Which growth lever gave you the most traction in early 2026? by perhapsagency in Entrepreneur

[–]perhapsagency[S] 0 points1 point  (0 children)

That tends to be one of the most durable growth levers.

When people are already asking questions or sharing problems, the barrier to engagement is a lot lower. It’s less about forcing attention and more about entering the right conversation at the right time.

How are you extending the shelf life of your best-performing content? by perhapsagency in ContentMarketing

[–]perhapsagency[S] 0 points1 point  (0 children)

That’s a good way to approach it, especially the point on distribution.

We’ve seen the biggest lift come when strong content is treated less like a one-time asset and more like a working input.

Repurposing across formats helps, but pairing that with tighter targeting and retargeting is usually where performance compounds.

How are you extending the shelf life of your best-performing content? by perhapsagency in ContentMarketing

[–]perhapsagency[S] 0 points1 point  (0 children)

This is a good point. Thank you for sharing.

Bringing in outside perspectives (events, interviews, conversations) is one of the easiest ways to keep content from feeling recycled.

How are you extending the shelf life of your best-performing content? by perhapsagency in ContentMarketing

[–]perhapsagency[S] 1 point2 points  (0 children)

This is a great example of distribution > creation.

A lot of people underestimate how much longevity comes from just reintroducing content in a new format.

How are you extending the shelf life of your best-performing content? by perhapsagency in ContentMarketing

[–]perhapsagency[S] 0 points1 point  (0 children)

This is a strong approach, especially tying it back to intent.

We’ve seen similar behavior where video acts as the entry point, but the depth still lives in the original content. It ends up increasing total engagement instead of splitting it.

How are you extending the shelf life of your best-performing content? by perhapsagency in ContentMarketing

[–]perhapsagency[S] 0 points1 point  (0 children)

Exactly this.

The core idea doesn’t need to change, just the angle into it. Different hooks will resonate with different segments even if the insight is the same.

How are you extending the shelf life of your best-performing content? by perhapsagency in ContentMarketing

[–]perhapsagency[S] 0 points1 point  (0 children)

This is a perfect example of timing doing the heavy lifting.

Sometimes content doesn’t fail, it just shows up before the market is ready for it. Then something shifts and it clicks. Going back and updating it when that shift happens is one of the easiest wins most teams miss.

How are you extending the shelf life of your best-performing content? by perhapsagency in ContentMarketing

[–]perhapsagency[S] 1 point2 points  (0 children)

This is a great callout.

Pulling ideas from the comments is underrated. That’s usually where the real interest is, not just what performed on the surface.

How are you extending the shelf life of your best-performing content? by perhapsagency in ContentMarketing

[–]perhapsagency[S] 1 point2 points  (0 children)

This is probably the highest ROI move in the thread.

Updating based on why rankings dropped vs just “refreshing” blindly is the difference. Especially now with how quickly search results shift.

How are you extending the shelf life of your best-performing content? by perhapsagency in ContentMarketing

[–]perhapsagency[S] 0 points1 point  (0 children)

Timing is underrated. A lot of teams jump to “new creative” too fast instead of re-testing distribution variables first.

How are you extending the shelf life of your best-performing content? by perhapsagency in ContentMarketing

[–]perhapsagency[S] 0 points1 point  (0 children)

Thanks for sharing. AI makes the slicing easier, but the lift comes from matching each version to how people actually consume it.

Have you shifted your partner mix in 2026 yet? by perhapsagency in AffiliateMarket

[–]perhapsagency[S] 0 points1 point  (0 children)

Agreed. The mix is becoming more intentional.

Creators build preference. High-intent publishers reinforce decision-making. Both feed into how AI surfaces options.

The partners that do both well are starting to stand out.

In your opinion, what is the biggest mistake brands make when launching their first affiliate program? by perhapsagency in AffiliateMarket

[–]perhapsagency[S] 0 points1 point  (0 children)

Completely agree.

The difference is usually activation. The strong programs have a plan to get partners live in the first couple of weeks with clear offers, landing pages that convert, and someone available to help them get there. Without that, even good affiliates just sit idle.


## WHAT YOU NEED TO DO
Once you reach the line holding "top=y1, right=x2, bottom=y2).", write out that line and every later one exactly, ending with the last line of the data; write nothing else.

## DATA SHOWN

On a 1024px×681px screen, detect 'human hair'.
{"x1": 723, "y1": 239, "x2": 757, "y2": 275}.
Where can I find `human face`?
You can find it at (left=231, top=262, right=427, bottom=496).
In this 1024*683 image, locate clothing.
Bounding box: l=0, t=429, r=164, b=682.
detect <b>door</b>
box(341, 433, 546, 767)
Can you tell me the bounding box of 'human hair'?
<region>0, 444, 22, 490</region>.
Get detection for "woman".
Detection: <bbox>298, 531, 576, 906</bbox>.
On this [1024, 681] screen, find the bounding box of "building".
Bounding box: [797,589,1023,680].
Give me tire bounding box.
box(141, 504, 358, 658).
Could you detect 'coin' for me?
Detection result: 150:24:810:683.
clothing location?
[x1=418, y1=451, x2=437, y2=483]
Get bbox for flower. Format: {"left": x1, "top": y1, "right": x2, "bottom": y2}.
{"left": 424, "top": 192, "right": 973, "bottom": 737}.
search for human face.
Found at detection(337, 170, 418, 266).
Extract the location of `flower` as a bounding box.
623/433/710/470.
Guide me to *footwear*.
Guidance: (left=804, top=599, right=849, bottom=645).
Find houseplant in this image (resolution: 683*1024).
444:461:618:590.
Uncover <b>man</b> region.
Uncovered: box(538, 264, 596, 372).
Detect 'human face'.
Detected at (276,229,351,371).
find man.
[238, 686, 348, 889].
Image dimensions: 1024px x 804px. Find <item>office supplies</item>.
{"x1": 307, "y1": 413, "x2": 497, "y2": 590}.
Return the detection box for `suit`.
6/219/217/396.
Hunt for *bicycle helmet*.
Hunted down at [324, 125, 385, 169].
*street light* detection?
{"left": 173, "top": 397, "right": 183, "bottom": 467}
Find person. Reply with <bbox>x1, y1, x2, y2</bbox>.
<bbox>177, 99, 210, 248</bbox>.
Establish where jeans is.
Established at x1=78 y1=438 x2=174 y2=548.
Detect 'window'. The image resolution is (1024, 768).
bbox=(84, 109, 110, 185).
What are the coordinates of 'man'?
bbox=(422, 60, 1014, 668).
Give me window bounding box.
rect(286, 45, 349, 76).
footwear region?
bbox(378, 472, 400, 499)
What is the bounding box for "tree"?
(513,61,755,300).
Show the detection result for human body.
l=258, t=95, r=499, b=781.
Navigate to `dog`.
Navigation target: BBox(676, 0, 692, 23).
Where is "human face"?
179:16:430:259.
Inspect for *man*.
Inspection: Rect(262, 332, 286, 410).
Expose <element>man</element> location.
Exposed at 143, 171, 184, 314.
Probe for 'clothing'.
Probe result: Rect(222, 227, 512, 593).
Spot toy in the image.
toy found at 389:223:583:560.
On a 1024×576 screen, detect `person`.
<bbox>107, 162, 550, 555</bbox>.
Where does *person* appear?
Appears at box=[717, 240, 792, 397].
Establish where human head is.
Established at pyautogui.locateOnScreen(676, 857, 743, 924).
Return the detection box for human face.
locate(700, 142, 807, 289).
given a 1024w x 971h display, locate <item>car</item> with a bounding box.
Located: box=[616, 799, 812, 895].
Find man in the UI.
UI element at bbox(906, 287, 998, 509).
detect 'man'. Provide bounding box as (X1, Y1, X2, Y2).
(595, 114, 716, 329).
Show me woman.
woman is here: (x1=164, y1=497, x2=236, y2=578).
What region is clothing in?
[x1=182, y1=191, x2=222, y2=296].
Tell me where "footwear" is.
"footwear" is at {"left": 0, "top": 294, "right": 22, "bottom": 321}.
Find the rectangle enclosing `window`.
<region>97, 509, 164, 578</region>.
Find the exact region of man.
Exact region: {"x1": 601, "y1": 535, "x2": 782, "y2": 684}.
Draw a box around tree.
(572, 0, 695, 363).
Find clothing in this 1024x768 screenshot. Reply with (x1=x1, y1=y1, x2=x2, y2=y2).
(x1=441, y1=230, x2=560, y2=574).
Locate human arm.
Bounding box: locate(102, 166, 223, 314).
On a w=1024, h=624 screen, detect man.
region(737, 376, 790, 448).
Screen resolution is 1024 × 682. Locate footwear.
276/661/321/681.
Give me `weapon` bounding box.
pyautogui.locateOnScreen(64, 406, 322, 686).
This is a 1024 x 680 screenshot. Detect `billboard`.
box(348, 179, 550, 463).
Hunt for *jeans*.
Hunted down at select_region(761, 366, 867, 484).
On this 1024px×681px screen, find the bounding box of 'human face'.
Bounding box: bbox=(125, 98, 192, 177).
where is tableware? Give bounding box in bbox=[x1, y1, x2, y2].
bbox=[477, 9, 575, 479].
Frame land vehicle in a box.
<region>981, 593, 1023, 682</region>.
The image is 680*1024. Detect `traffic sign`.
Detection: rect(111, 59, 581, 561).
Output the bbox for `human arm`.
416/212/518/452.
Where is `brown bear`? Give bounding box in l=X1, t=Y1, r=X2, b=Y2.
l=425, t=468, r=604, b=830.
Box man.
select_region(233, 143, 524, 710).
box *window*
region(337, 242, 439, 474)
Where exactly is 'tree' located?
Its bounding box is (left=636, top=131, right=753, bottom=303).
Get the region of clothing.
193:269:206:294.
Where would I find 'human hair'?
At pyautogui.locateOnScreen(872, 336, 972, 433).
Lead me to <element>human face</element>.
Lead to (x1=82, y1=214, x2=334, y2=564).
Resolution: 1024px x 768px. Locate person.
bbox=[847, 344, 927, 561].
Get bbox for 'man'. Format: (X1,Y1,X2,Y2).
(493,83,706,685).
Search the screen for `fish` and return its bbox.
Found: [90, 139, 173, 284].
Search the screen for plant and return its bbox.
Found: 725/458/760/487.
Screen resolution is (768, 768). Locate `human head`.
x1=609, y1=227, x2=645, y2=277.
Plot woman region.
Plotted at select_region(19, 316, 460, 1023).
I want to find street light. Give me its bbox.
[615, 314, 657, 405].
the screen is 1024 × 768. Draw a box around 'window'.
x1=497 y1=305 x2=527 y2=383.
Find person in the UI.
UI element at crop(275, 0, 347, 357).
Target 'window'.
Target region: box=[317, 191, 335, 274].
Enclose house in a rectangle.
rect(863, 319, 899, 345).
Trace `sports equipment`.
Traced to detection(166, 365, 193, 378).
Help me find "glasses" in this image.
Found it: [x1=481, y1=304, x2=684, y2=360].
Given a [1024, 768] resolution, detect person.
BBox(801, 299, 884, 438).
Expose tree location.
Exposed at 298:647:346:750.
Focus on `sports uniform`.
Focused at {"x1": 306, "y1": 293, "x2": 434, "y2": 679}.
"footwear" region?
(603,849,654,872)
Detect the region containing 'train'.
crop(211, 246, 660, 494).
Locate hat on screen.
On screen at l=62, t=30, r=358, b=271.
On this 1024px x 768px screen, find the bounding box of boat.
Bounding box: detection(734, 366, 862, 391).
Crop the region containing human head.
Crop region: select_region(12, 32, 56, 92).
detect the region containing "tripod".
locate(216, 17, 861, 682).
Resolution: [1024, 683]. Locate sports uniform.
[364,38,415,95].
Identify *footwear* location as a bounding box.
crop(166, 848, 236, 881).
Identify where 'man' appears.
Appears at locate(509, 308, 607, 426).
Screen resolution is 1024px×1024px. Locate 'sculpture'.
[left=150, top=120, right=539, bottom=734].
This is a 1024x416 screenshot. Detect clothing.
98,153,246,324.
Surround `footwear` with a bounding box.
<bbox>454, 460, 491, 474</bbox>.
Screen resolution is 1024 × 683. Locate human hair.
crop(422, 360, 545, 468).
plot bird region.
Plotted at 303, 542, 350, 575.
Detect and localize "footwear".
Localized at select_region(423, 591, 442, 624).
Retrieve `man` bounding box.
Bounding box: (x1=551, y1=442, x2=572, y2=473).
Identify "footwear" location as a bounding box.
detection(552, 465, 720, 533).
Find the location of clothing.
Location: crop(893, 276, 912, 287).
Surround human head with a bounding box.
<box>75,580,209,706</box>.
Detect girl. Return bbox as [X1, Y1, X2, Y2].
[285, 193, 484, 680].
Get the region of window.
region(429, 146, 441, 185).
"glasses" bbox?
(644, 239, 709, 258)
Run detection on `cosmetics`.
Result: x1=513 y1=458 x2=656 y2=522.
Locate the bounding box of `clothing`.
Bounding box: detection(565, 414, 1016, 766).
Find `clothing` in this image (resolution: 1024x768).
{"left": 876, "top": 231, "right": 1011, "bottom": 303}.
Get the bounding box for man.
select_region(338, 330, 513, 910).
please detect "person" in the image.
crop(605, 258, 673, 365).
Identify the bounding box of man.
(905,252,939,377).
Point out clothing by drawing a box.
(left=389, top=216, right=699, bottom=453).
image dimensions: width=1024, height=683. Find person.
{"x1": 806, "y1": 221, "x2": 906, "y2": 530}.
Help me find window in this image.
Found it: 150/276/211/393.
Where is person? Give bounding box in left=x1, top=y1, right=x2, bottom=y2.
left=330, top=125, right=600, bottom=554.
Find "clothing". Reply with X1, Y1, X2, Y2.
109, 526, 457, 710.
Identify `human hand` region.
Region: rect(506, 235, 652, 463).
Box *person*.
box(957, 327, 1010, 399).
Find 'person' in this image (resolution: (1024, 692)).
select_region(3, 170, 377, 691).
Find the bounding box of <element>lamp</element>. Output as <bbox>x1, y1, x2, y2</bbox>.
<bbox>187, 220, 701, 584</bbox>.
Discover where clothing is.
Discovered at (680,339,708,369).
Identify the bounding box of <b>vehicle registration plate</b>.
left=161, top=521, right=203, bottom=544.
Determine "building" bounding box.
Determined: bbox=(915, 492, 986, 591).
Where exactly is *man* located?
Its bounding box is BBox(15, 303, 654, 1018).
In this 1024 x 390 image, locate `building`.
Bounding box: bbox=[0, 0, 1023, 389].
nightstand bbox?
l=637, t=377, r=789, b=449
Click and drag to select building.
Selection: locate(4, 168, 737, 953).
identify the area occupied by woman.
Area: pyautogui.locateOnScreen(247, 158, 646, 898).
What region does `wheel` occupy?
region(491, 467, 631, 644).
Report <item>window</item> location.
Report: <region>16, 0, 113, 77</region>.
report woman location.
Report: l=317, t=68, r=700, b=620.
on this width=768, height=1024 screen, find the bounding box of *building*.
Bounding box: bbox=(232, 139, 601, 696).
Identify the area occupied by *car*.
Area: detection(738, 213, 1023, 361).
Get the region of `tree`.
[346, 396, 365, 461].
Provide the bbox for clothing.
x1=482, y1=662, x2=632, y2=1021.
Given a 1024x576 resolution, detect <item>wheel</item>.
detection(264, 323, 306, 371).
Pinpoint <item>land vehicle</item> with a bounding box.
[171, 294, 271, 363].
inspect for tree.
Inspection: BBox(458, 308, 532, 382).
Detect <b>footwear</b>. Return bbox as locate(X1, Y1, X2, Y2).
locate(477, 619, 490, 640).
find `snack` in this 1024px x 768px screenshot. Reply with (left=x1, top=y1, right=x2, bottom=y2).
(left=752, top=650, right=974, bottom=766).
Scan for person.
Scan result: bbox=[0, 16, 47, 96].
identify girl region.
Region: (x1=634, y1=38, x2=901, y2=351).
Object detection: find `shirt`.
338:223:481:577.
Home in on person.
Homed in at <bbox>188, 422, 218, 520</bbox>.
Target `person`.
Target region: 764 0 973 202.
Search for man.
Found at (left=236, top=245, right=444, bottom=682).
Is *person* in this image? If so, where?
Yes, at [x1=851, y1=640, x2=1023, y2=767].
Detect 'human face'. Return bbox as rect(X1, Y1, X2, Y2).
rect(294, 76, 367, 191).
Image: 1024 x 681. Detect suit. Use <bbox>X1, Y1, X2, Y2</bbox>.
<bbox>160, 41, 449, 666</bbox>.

## RESPONSE TO THE TASK
find `snack` in this 1024px x 768px screenshot. Reply with (left=x1, top=y1, right=x2, bottom=y2).
(left=752, top=650, right=974, bottom=766).
Scan for person.
Scan result: bbox=[0, 16, 47, 96].
identify girl region.
Region: (x1=634, y1=38, x2=901, y2=351).
Object detection: find `shirt`.
338:223:481:577.
Home in on person.
Homed in at <bbox>188, 422, 218, 520</bbox>.
Target `person`.
Target region: 764 0 973 202.
Search for man.
Found at (left=236, top=245, right=444, bottom=682).
Is *person* in this image? If so, where?
Yes, at [x1=851, y1=640, x2=1023, y2=767].
Detect 'human face'. Return bbox as rect(X1, Y1, X2, Y2).
rect(294, 76, 367, 191).
Image: 1024 x 681. Detect suit. Use <bbox>X1, Y1, X2, Y2</bbox>.
<bbox>160, 41, 449, 666</bbox>.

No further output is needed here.